“I almost didn’t,” I said, keeping my voice light. “You were kind of a mess. I was, too.”
He smiled, but it didn’t reach his eyes. “I still am.”
“You’ve gotten better,” I said, looking up at him. “A little less drama. Fewer growls.”
“Only because you keep calling me out on my bullshit.”
“Someone has to.”
We slowed. The song was ending. The moment was ending. And still, neither of us moved to leave the dance floor. I wanted to say something brave.Don’t let this go.Choose me, please.
I stepped back. Just enough to break the spell.
“Thanks for the dance,” I said, my voice steadier than I felt.
He nodded. “Anytime.”
And just like that, the illusion snapped. The music kept playing. The lights stayed warm. The champagne still sparkled in other people’s hands. But the ache in my chest stayed.
Because I knew what came next.
And I wasn’t ready to lose him.
Chapter 28
Maggie
I wason my third glass of wine and my third glass of water, trying to strike some kind of balance that wouldn’t leave me clinging to Roman’s arm like a spider monkey at the end of the night. My heels already hurt. My cheeks were sore from fake-smiling. And every time someone clinked a glass too hard or laughed too loud, I jumped like a bomb had gone off behind me.
Roman stood at the bar beside me, deep in conversation with one of his childhood friends whose name I’d forgotten the second he’d said it. He looked relaxed—chin tilted, easy grin—but I knew him well enough now to know he was uncomfortable. It was in the way his fingers tapped against the glass in his hand, the subtle angle of his shoulders like he was bracing for a shift in the wind.
I sipped my water. Cold, thank God. My throat was dry, and the ballroom had grown hot with all the dancing and champagne and unspoken tension in the air.

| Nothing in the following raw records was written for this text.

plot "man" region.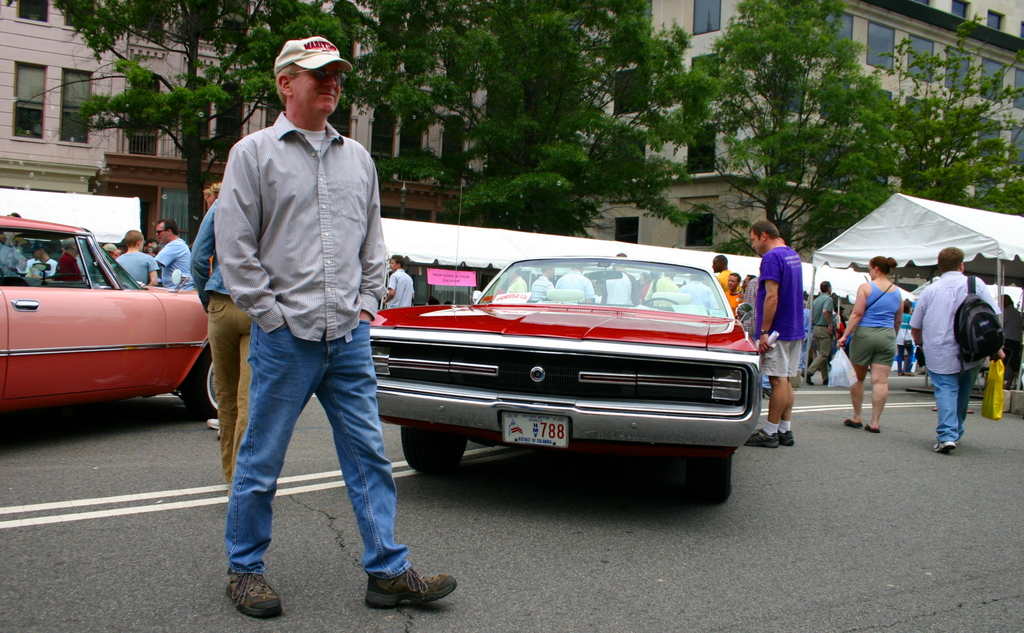
Plotted at (x1=802, y1=281, x2=836, y2=386).
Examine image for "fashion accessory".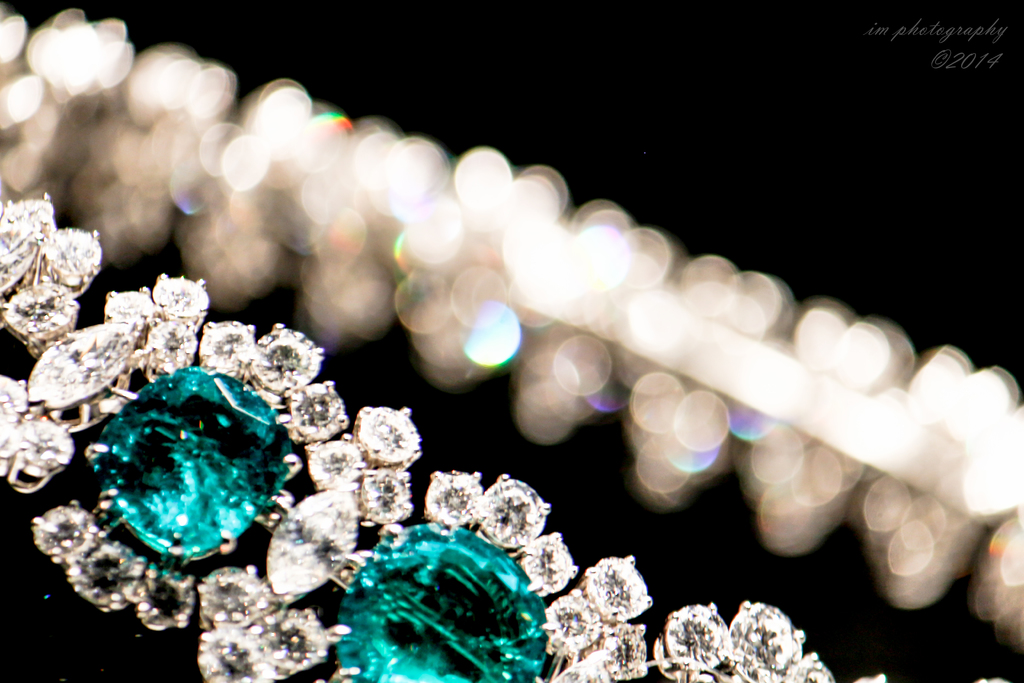
Examination result: (x1=0, y1=0, x2=1023, y2=682).
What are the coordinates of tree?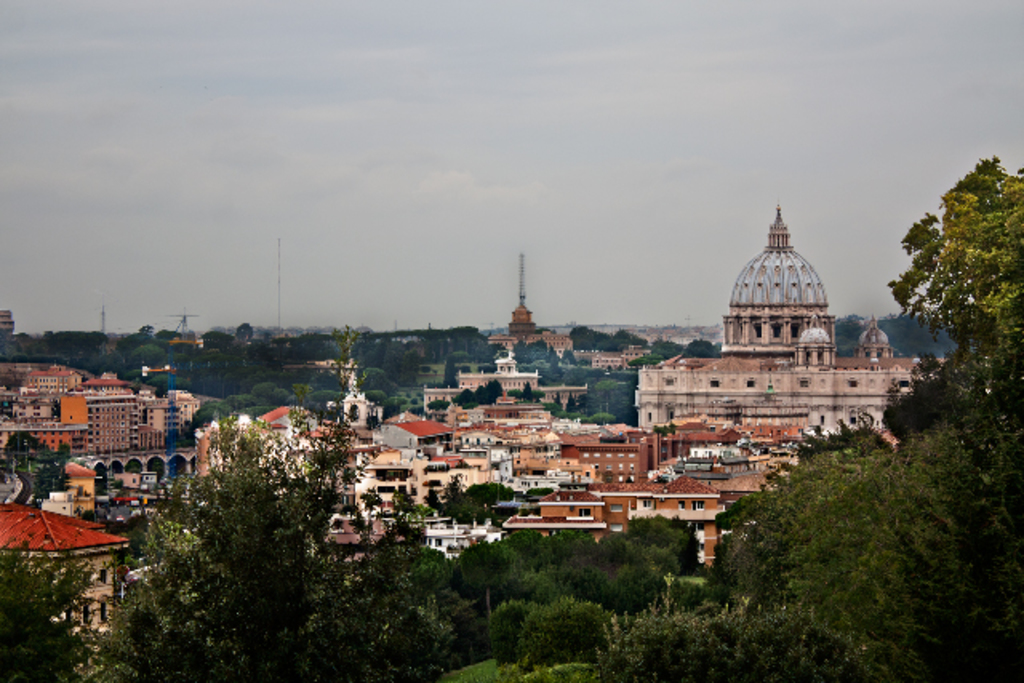
323, 531, 451, 681.
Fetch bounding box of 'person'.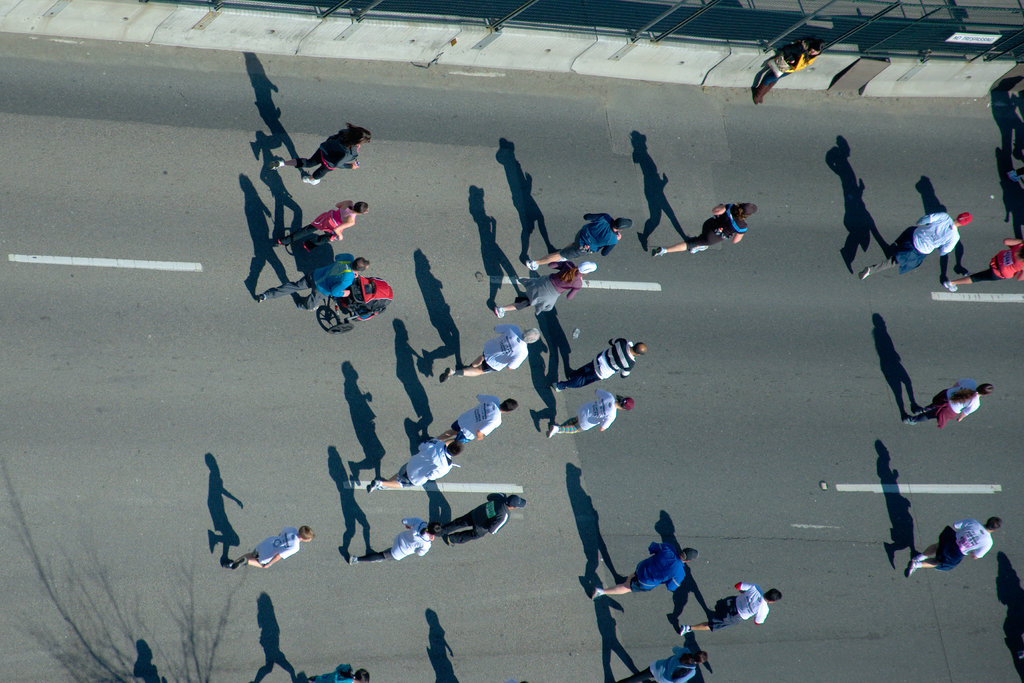
Bbox: Rect(268, 122, 371, 184).
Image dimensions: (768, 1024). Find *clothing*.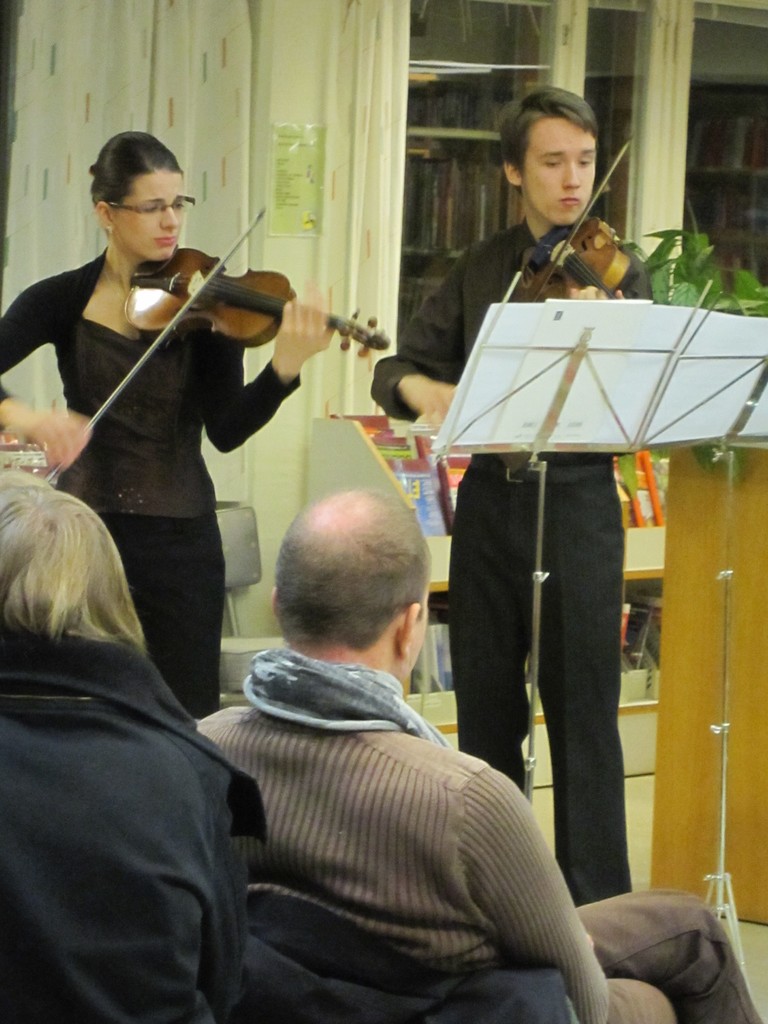
region(189, 715, 616, 1023).
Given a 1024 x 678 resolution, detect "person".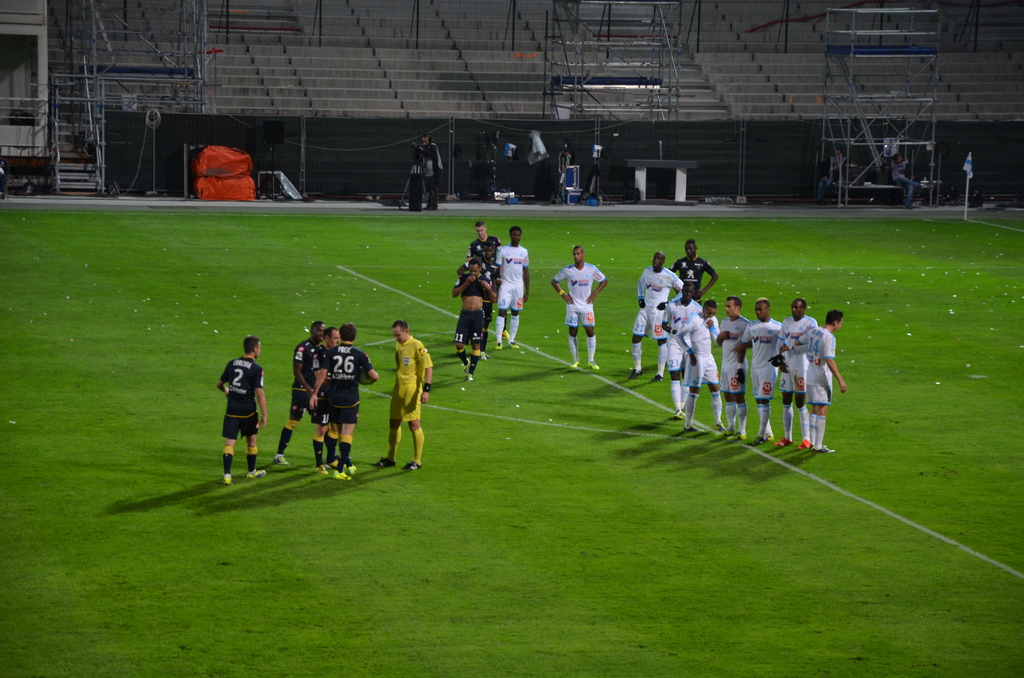
212/328/262/485.
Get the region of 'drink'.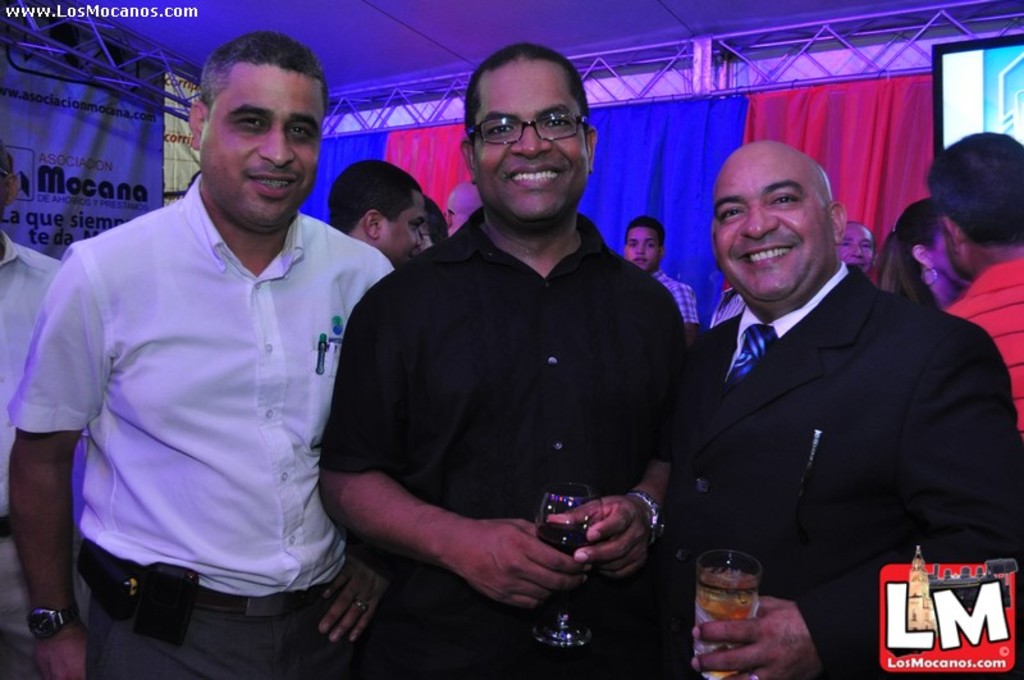
[536, 525, 589, 574].
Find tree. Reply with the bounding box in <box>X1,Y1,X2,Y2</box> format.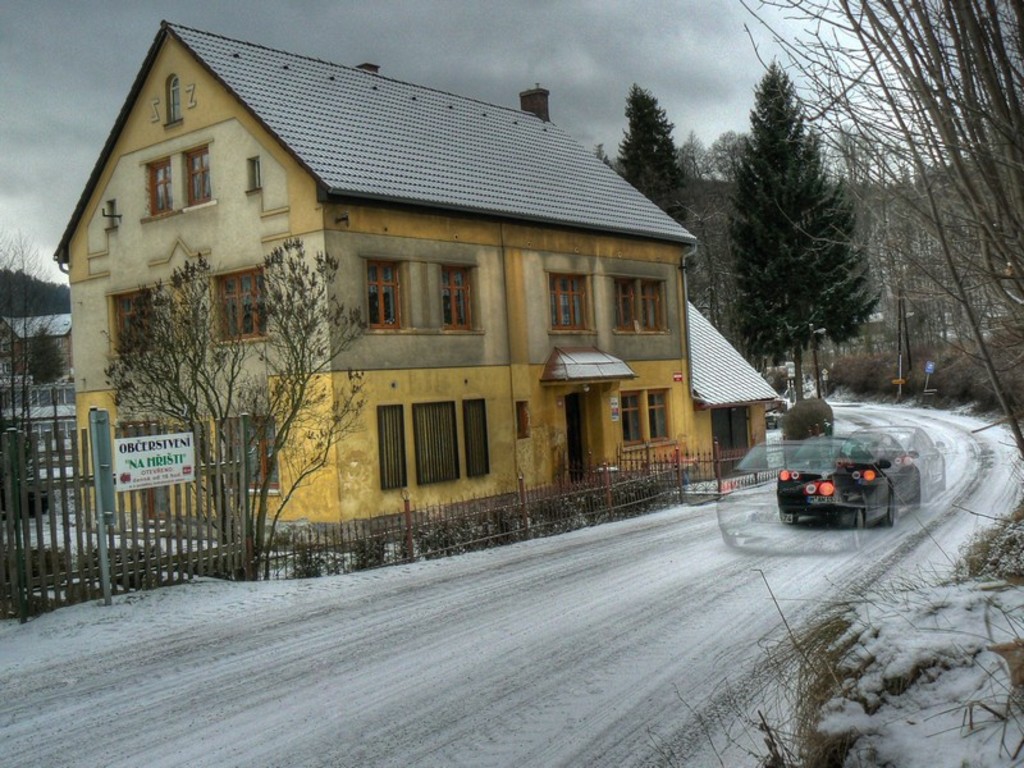
<box>671,124,722,321</box>.
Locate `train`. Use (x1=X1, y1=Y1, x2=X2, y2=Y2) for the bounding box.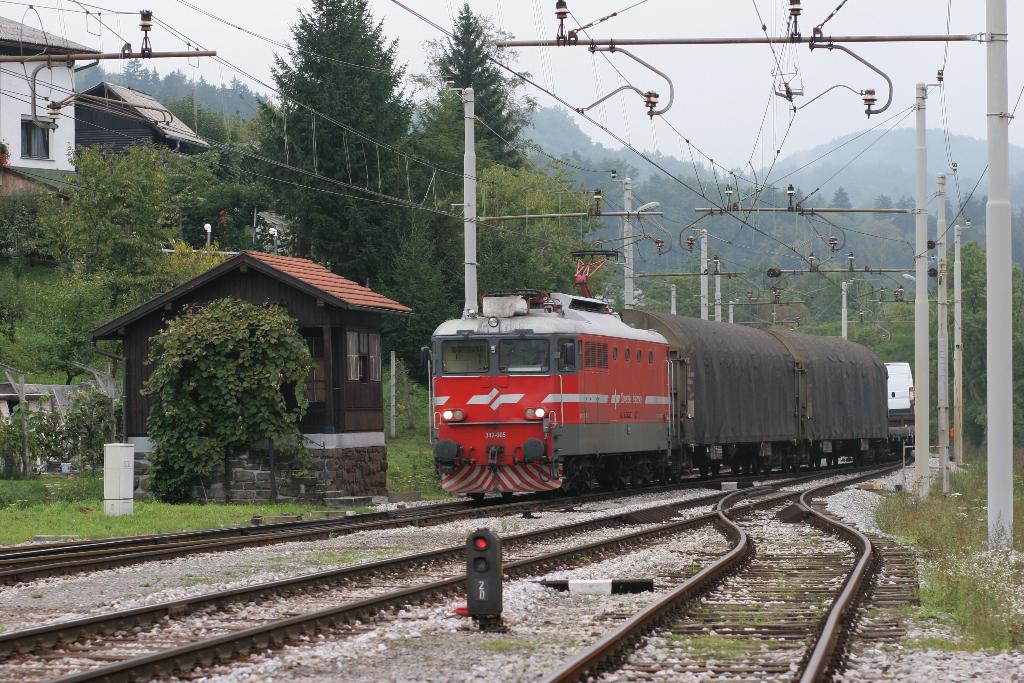
(x1=433, y1=247, x2=913, y2=498).
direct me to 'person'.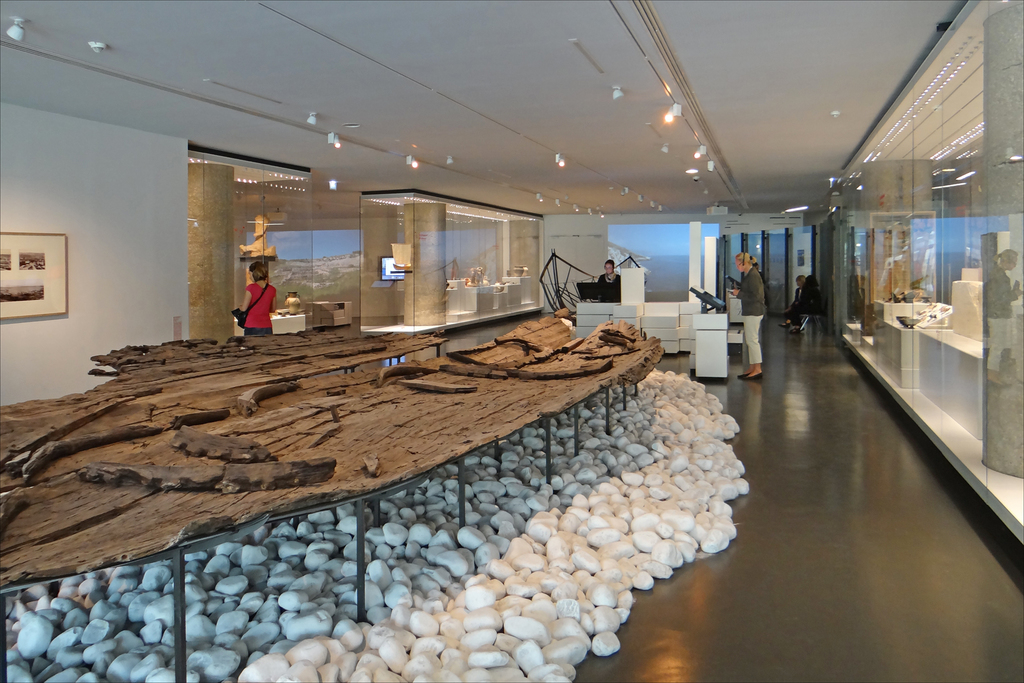
Direction: x1=786 y1=275 x2=824 y2=331.
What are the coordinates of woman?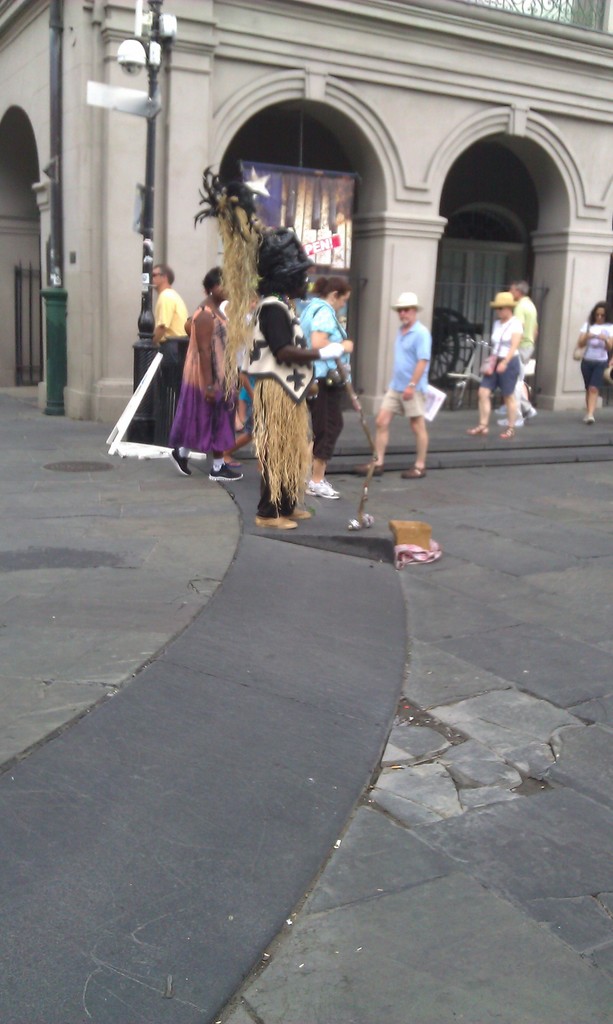
<box>157,268,244,481</box>.
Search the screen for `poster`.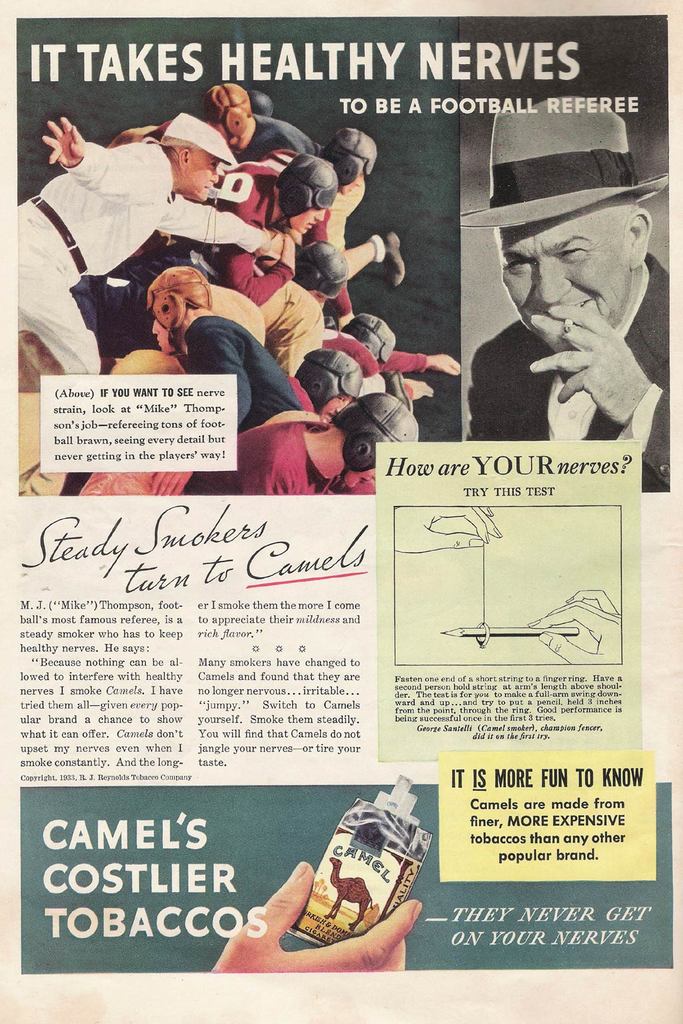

That was when Lucien appeared. Not his usual grand entrance with a sweep of silk or a stage-worthy proclamation. This was… different. His smile was stretched too tight, his eyes too sharp, his movements a fraction too quick. He caughtRoman’s arm like it was urgent but tried to do it with the elegance of a man plucking lint from a lapel.
I wasn’t supposed to hear what he said, but the band was on break, and the hum of conversation had dipped low enough that Lucien’s stage-whisper carried straight to me.
“We have a serious problem,” he said, still smiling like he was complimenting Roman’s tie. “The wards and ley lines are not responding to the bonds. At all. Not like I expected.”
Roman’s tapping fingers went still. “How bad?”
Lucien’s smile didn’t move, but his voice dropped to a sharper register. “Bad enough that if anyone with half a sense for magic takes a walk outside, they’ll notice. The readings are stagnant. There’s no surge from the new pairings. Nothing.”
I froze, glass halfway to my lips.
Roman’s voice was low and even. “Maybe it just takes time. You can’t expect centuries-old magic to rearrange itself overnight…”
Lucien’s jaw flexed in a way I’d never seen. “The magic should have responded instantly.”
My stomach turned. My pulse picked up. Maybe—just maybe—it wasn’t responding because our “bond” was a performance.
Roman shifted his stance, blocking more of Lucien’s view of me. “Then give it the night. Let everyone drink and dance. We’ll deal with it in the morning.”
Lucien glanced around the room like the walls might have ears, then gave a curt nod. “Fine. I’m going to take a shot of top-shelf tequila and try to forget about it until sunrise. But if those readings are still flat tomorrow…” His smile sharpened to a blade. “I don’t know what we do next.”
He patted Roman’s arm, turned with a swirl of silk, and melted back into the crowd.
If the wards were relying on this whole farce to work—and it wasn’t working—then what? What happened when the magic called our bluff?